By BOB HARVEY
There is an invisible meter on my dashboard that ticks away just like a taxi's. Everyone's got one. It's called: why the hell am I stuck in this bloody traffic jam?
Every half-hour I am stuck on some idiot urban planner's stretch of tarmac, I curse them. Twenty-twenty hindsight is marvellous, they might say. Well, on behalf of the people of Auckland, all I can say is, if that was the best you could do, thanks for nothing.
And there isn't any e-paradise on the horizon that's going to make the need for cars disappear, either. A friend asked a law firm recently whether she could do some work from home or work slightly different hours. They watched her leave rather than accommodate her.
Sure, there are always a few shining counter-examples. But the rest of us have to get to work every day to get food on the table and keep a roof over our heads. And on Sunset Rd, Te Atatu Rd, Esmond Rd, Onewa Rd, Shore Rd, Pakuranga Dr, the Southern Motorway, we stay stuck.
Sure, the AA has a solution. Stick a motorway through Avondale. Stick a motorway through Mt Roskill. Stick a motorway through Wiri. I can tell the AA where to stick their motorways.
The AA live in a fantasy world where if you create enough roads, at some stage we'll all have a single road of our own to drive along and we can all wave to each other from our separate roads.
Which will be great, except there won't be any buildings, parks, houses or trees because Auckland will consist of one giant carpark as far as the eye can see.
Most of us are still paying hire purchase through the nose for our cars, anyway. Even when we get to our work after battling the traffic, we have to pay for parking through parking meters or private carparks or get to downtown Auckland at 5 in the morning to get the only three free parks left somewhere on Beach Rd.
No matter what the basic five car-manufacturers say, I don't actually care how I get there, I just want to get there on time. With a decent laptop and modem I could fax, call, e-mail and whatever from a train a lot more efficiently than I can now from a car. Then we'd all be safer on the road.

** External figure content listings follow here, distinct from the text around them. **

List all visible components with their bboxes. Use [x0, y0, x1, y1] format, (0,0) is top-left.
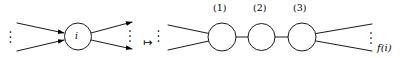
output-label: f(i)	[377, 43, 392, 53]
right-out-edge-top	[316, 24, 372, 34]
right-node-1-label: (1)	[213, 3, 226, 13]
right-out-edge-bottom	[316, 41, 372, 51]
maps-to-icon: ↦	[143, 37, 152, 48]
right-node-2	[248, 24, 275, 51]
left-out-edge-bottom	[91, 40, 132, 49]
right-node-3-label: (3)	[293, 3, 306, 13]
right-in-ellipsis	[158, 30, 160, 42]
left-in-ellipsis	[10, 31, 12, 43]
left-center-node-label: i	[75, 32, 78, 41]
figure-canvas: i ↦ (1) (2) (3) f(i)	[0, 0, 400, 58]
right-in-edge-bottom	[168, 41, 209, 50]
right-node-1	[208, 23, 236, 51]
right-in-edge-top	[168, 25, 209, 34]
left-out-ellipsis	[129, 30, 131, 42]
left-out-edge-top	[91, 22, 132, 33]
right-out-ellipsis	[370, 32, 372, 44]
left-in-edge-bottom	[17, 40, 64, 51]
right-node-3	[288, 23, 316, 51]
diagram-svg	[0, 0, 400, 58]
left-in-edge-top	[17, 23, 64, 33]
left-center-node	[65, 23, 92, 50]
right-node-2-label: (2)	[253, 3, 266, 13]
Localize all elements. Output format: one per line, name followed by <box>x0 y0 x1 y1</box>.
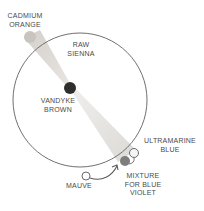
label-line: MIXTURE <box>122 172 164 181</box>
label-mixture: MIXTURE FOR BLUE VIOLET <box>122 172 164 198</box>
vandyke-brown-swatch <box>64 82 76 94</box>
label-cadmium-orange: CADMIUM ORANGE <box>3 12 47 29</box>
label-line: BLUE <box>140 146 200 155</box>
label-raw-sienna: RAW SIENNA <box>63 41 99 58</box>
label-line: RAW <box>63 41 99 50</box>
label-ultramarine-blue: ULTRAMARINE BLUE <box>140 137 200 154</box>
label-mauve: MAUVE <box>62 182 96 191</box>
mixture-swatch <box>120 156 130 166</box>
mauve-to-mixture-arrow-icon <box>90 166 117 179</box>
mauve-swatch <box>82 172 90 180</box>
label-line: BROWN <box>38 106 78 115</box>
ultramarine-blue-swatch <box>130 149 139 158</box>
label-line: VIOLET <box>122 189 164 198</box>
label-line: CADMIUM <box>3 12 47 21</box>
color-wheel-diagram <box>0 0 204 211</box>
complement-wedge <box>70 87 136 162</box>
label-line: MAUVE <box>62 182 96 191</box>
label-line: ULTRAMARINE <box>140 137 200 146</box>
label-line: SIENNA <box>63 50 99 59</box>
label-line: FOR BLUE <box>122 181 164 190</box>
label-vandyke-brown: VANDYKE BROWN <box>38 97 78 114</box>
label-line: VANDYKE <box>38 97 78 106</box>
label-line: ORANGE <box>3 21 47 30</box>
cadmium-orange-swatch <box>24 31 36 43</box>
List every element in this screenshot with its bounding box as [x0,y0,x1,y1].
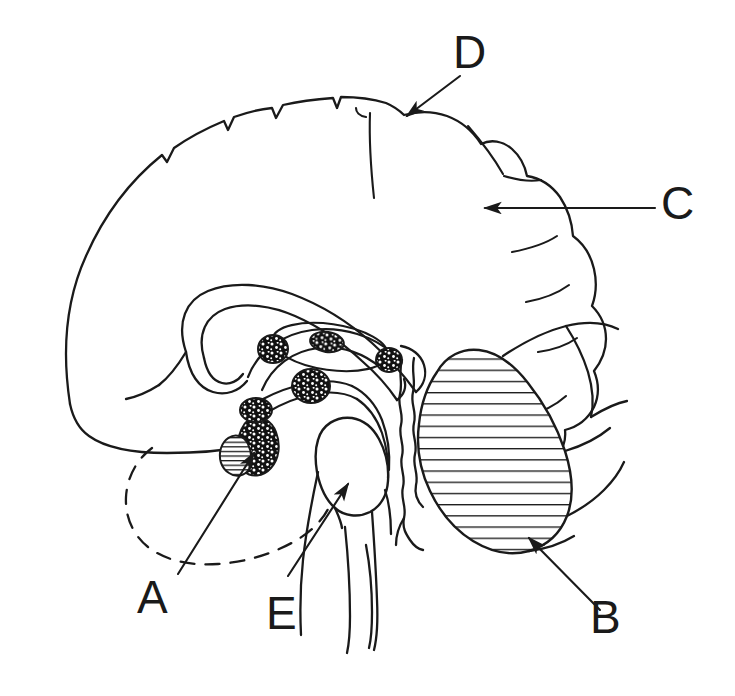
label-e: E [266,590,297,636]
label-d: D [453,29,486,75]
brain-diagram-figure: A B C D E [0,0,735,696]
nucleus-4 [292,369,330,403]
nucleus-2 [309,330,345,355]
label-c: C [661,180,694,226]
frontal-lobe-base [70,352,248,453]
nucleus-5 [240,398,272,422]
leader-arrow-e [288,484,348,576]
leader-arrow-a [178,453,254,574]
cerebellum [418,350,572,553]
label-b: B [590,594,621,640]
nucleus-1 [258,335,288,363]
central-sulcus [356,108,374,198]
brain-illustration [0,0,735,696]
nucleus-3 [376,348,402,372]
leader-arrows [178,76,655,610]
leader-arrow-d [407,76,460,116]
medulla [300,472,391,653]
pituitary-gland [220,417,279,476]
label-a: A [137,574,168,620]
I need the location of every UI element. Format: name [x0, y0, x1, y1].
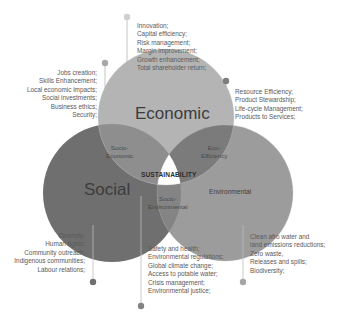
socio-environmental-annotation: Safety and health; Environmental regulat… [148, 245, 224, 295]
socio-economic-marker-dot [102, 60, 108, 66]
economic-marker-dot [124, 14, 130, 20]
socio-environmental-label: Socio- Environmental [148, 195, 188, 210]
social-annotation: Diversity; Human rights; Community outre… [14, 232, 85, 274]
socio-economic-label: Socio- Economic [106, 144, 133, 159]
socio-economic-annotation: Jobs creation; Skills Enhancement; Local… [27, 69, 97, 119]
social-label: Social [84, 180, 130, 200]
eco-efficiency-label: Eco- Efficiency [201, 144, 227, 159]
environmental-label: Environmental [209, 188, 251, 195]
environmental-annotation: Clean afro water and land emissions redu… [250, 233, 325, 275]
socio-environmental-marker-dot [138, 303, 144, 309]
social-marker-dot [90, 279, 96, 285]
sustainability-label: SUSTAINABILITY [141, 171, 197, 178]
eco-efficiency-annotation: Resource Efficiency; Product Stewardship… [235, 88, 303, 122]
economic-annotation: Innovation; Capital efficiency; Risk man… [137, 22, 206, 72]
economic-label: Economic [135, 104, 210, 124]
eco-efficiency-marker-dot [223, 78, 229, 84]
environmental-marker-dot [240, 279, 246, 285]
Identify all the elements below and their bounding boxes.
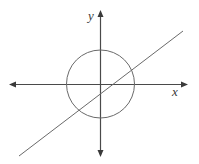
figure-canvas: y x: [0, 0, 199, 164]
y-axis-bottom-arrowhead: [98, 150, 104, 157]
x-axis-left-arrowhead: [9, 82, 16, 88]
coordinate-plane-svg: [0, 0, 199, 164]
y-axis-label: y: [88, 9, 94, 22]
x-axis-right-arrowhead: [181, 82, 188, 88]
y-axis-top-arrowhead: [98, 10, 104, 17]
x-axis-label: x: [172, 85, 178, 98]
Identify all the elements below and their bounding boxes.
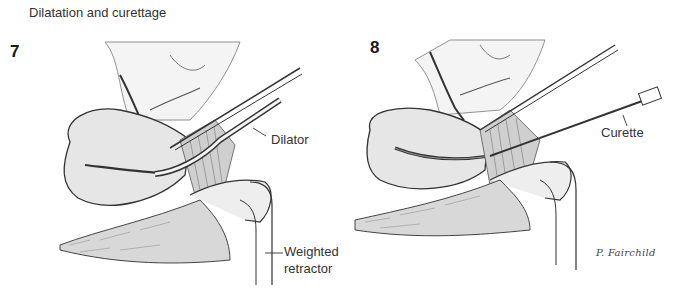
artist-signature: P. Fairchild bbox=[596, 247, 656, 258]
label-curette: Curette bbox=[601, 125, 644, 141]
label-weighted-retractor-line1: Weighted bbox=[284, 244, 339, 260]
label-weighted-retractor-line2: retractor bbox=[284, 261, 332, 277]
label-dilator: Dilator bbox=[271, 132, 309, 148]
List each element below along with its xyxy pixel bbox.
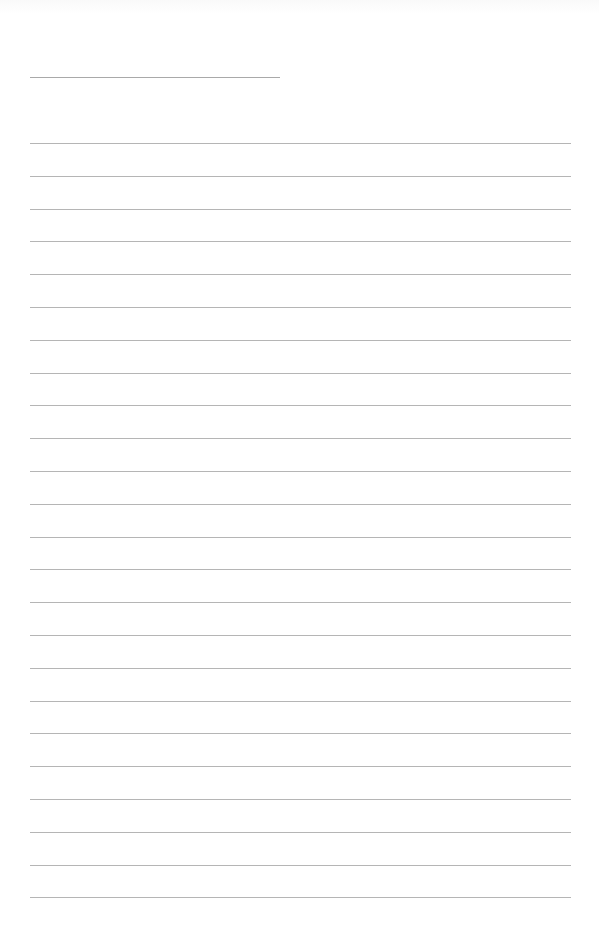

Except the trains are so scungy. Tranz Rail has allowed graffiti all over their lines that's so bad it makes you feel your carriage is going to be jumped by hoods inside every tunnel. It's the only area with graffiti in Waitakere City.
And the carriages are old. And the station platforms are the most horrible, sterile bits of bare steel you could imagine. Every time I take one, I feel like I'm on a one-way trip to the Gulag Archipelago.
Meanwhile, the petrol companies keep smiling and the car manufacturers keep smiling. I was actually quite impressed with the British and French truck drivers. They've got more balls than whoever represents truckies here.
Every mayor in this city is united and ready to offer a real public transport alternative to all this petrol-fuelled rage. Meanwhile, our Government ministers are driving around on their chauffeur-assisted butts looking uncomfortable and achieving stuff all.
I'm getting a little tired of the people who are running the country hiding behind funding structures when big issues come up and scare them.
Message to central Government from the mayors: Auckland's traffic problems are not going to go away. We're ready to do deals and fix things, so get with the programme.
The deal we're trying to drag the Government to involves leasing the rail corridor land, double-tracking the western line so we're not stuck on a platform waiting for the trains to pass each other down the line, new carriages, a better operator, safe platforms and carriages that make you feel like you're more than self-loading freight items.
Carriages and stations that are clean, well-designed, nice-smelling and comfortable.
Ones that are good enough to get us out of our traffic-jammed, fuel-ratcheted, insurance-premium-racketed cars and get us to where we want to go in peace and at low cost, and without having to fork over another ten bucks to some person in a carpark toll booth. And we're on track to complete the necessary roading network, and the North Shore bus lane.
People outside Auckland might say that's the price you pay for being a Jafa. Well, the next time they want to export something they should remember we all pay the transport cost - $800 million and growing. A transport solution for Auckland is a transport solution for the whole country, like it or not.
* Bob Harvey, Mayor of Waitakere, is chairman of the Auckland Mayoral Forum.